As soon as you notice it, you put that on record, and any signatures done with that key after that date will be considered invalid.
Presumably a cap to the amount of data you can download in one month. A way to solve the problem of power users/leeches.
Too bad it's only sold in Japan. Then again, that just makes it easier to brag with mine...
Significant digits are not all that matters when you're operating in a real-world scenario where you have many factors that act as a constant noise.
Well, I suppose it must have been people in the legal department who submitted it, and believe me: Maketroids don't hold a candle to lawyers when it comes to verbal smokescreens!
Lots of people for whom broadband either isn't available at all or who just don't need it and thus save some money.
Just don't forget that what it just cut may be you, or rather, your valuable data...
Generally, if the ghostscript driver for your printer doesn't yield satisfying results, especially in regard to photo printing, you may get lucky with GIMP-Print.
Personally, I got lucky with 2.4.17 (or rather, sometimes after 2.4.13), it can finally handle my USB MO drive without the process freezing. That was my only probelm with the earlier 2.4 kernels.
their brand new expensive software with Linux after paying out the ass.
No, but when they realize that they are being harassed even though they paid "out the ass", they might remember this next time they need new software.
Please learn the difference between a wish list and a suggestion for a law that makes sense.
That's the point exactly: people would like to see this clause be made void. Makers of any other product are required by law to provide some minimum liability and can be sued if the product malfunctions in particularly bad ways. Clauses like the above are automatically void with any other kind of product except software. The question is whether this is justified.
Um, DVDs rarely have bitrates upwards of 8 Megabits. 10 MBit is the upper limit of the spec, but most DVDs have an average rate of 5 MBit and often go well below that value.

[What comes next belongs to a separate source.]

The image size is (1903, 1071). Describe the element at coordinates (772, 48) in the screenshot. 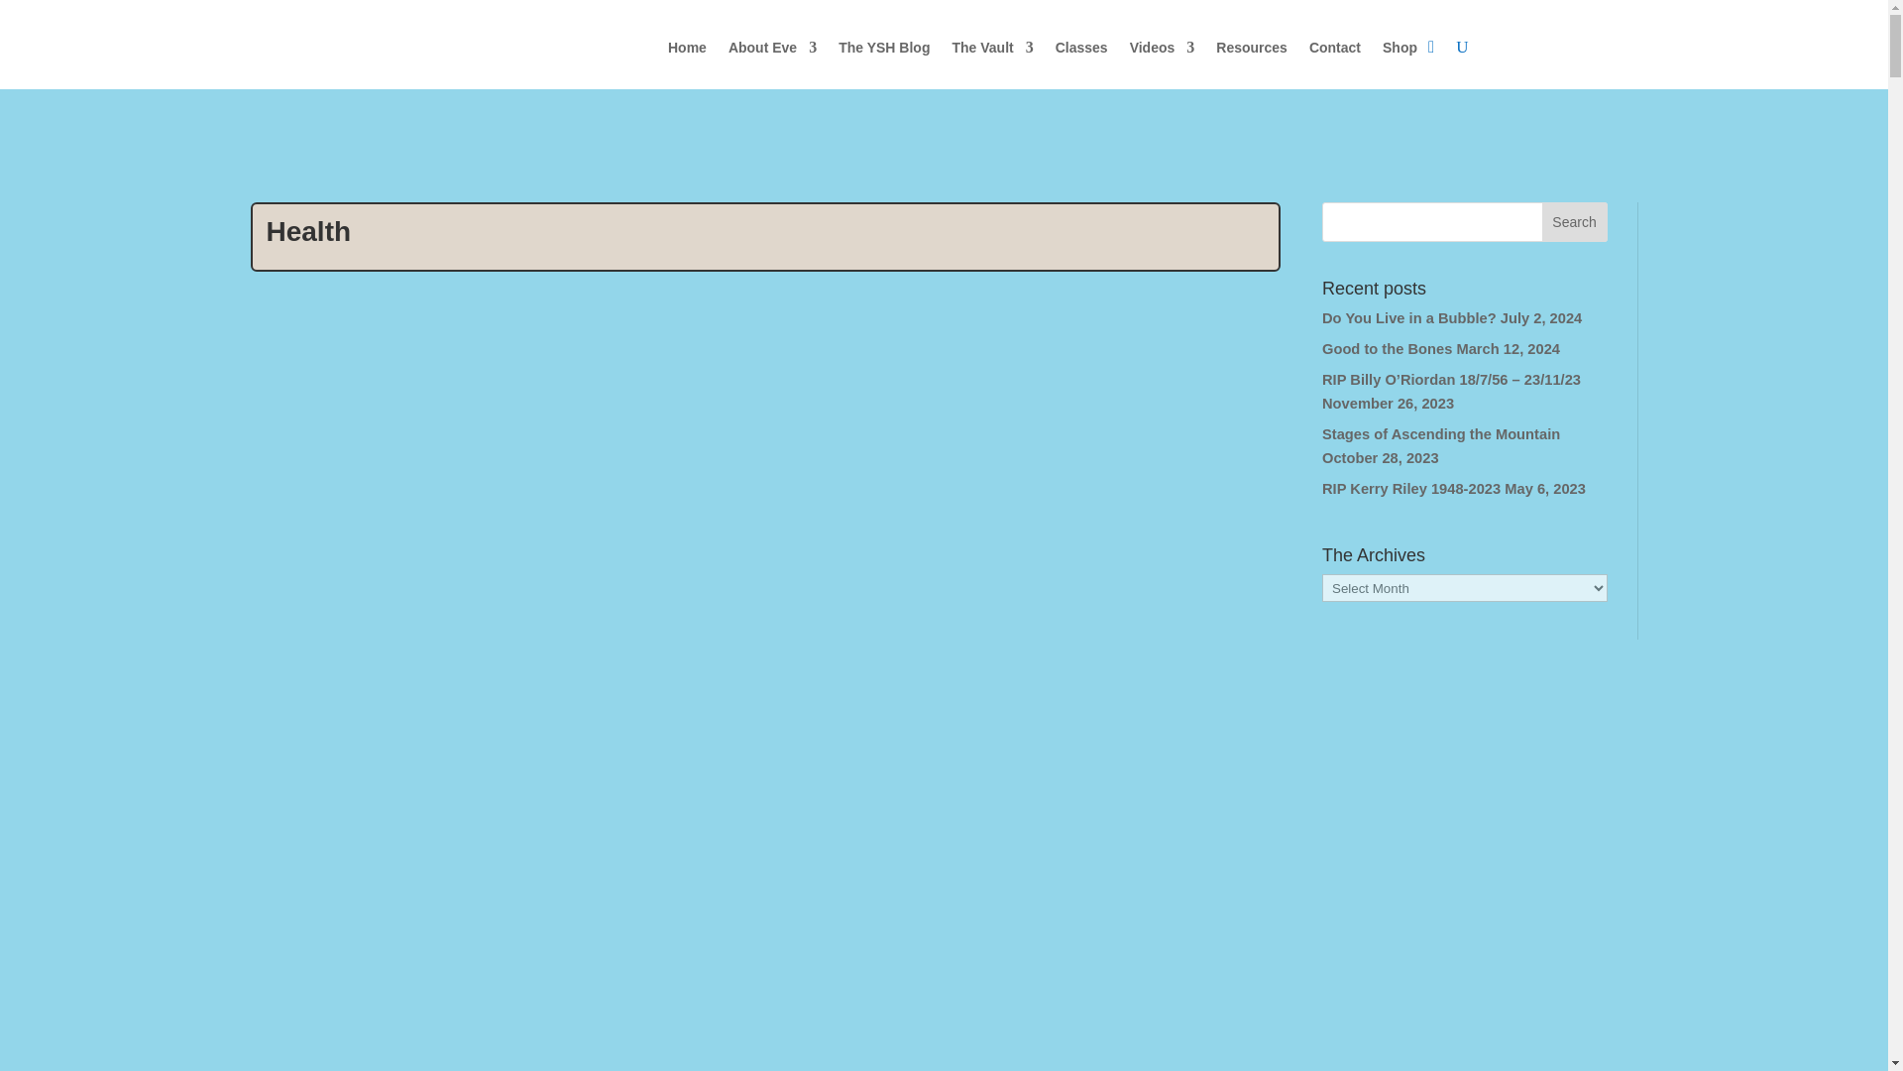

Especially mastering glitches (such as a cut without an i-frame) can easily produce very visible compression artifacts.
Personally, I think Turing is dead on the money: if we ever manage to create an artificial intelligence on par to our own, it will be in large parts self-organizing in ways that we don't understand.
"I suppose when it gets to that point, we shan't know how it does it."
--- Alan Turing
Nope, the majority of humanity lives in countries that are not called "United States of America" and where the above generally proves to be true.
If you know you want is ASAP, pre-ordering saves you some hassle, and you might get it significantly earlier in cases where the supply is scarce and pre-orders are served first. Additionally, pre-orders often get a discount. Finally, some special-interest products get made at all only after a large enough number of pre-orders guarantees that it will be profitable.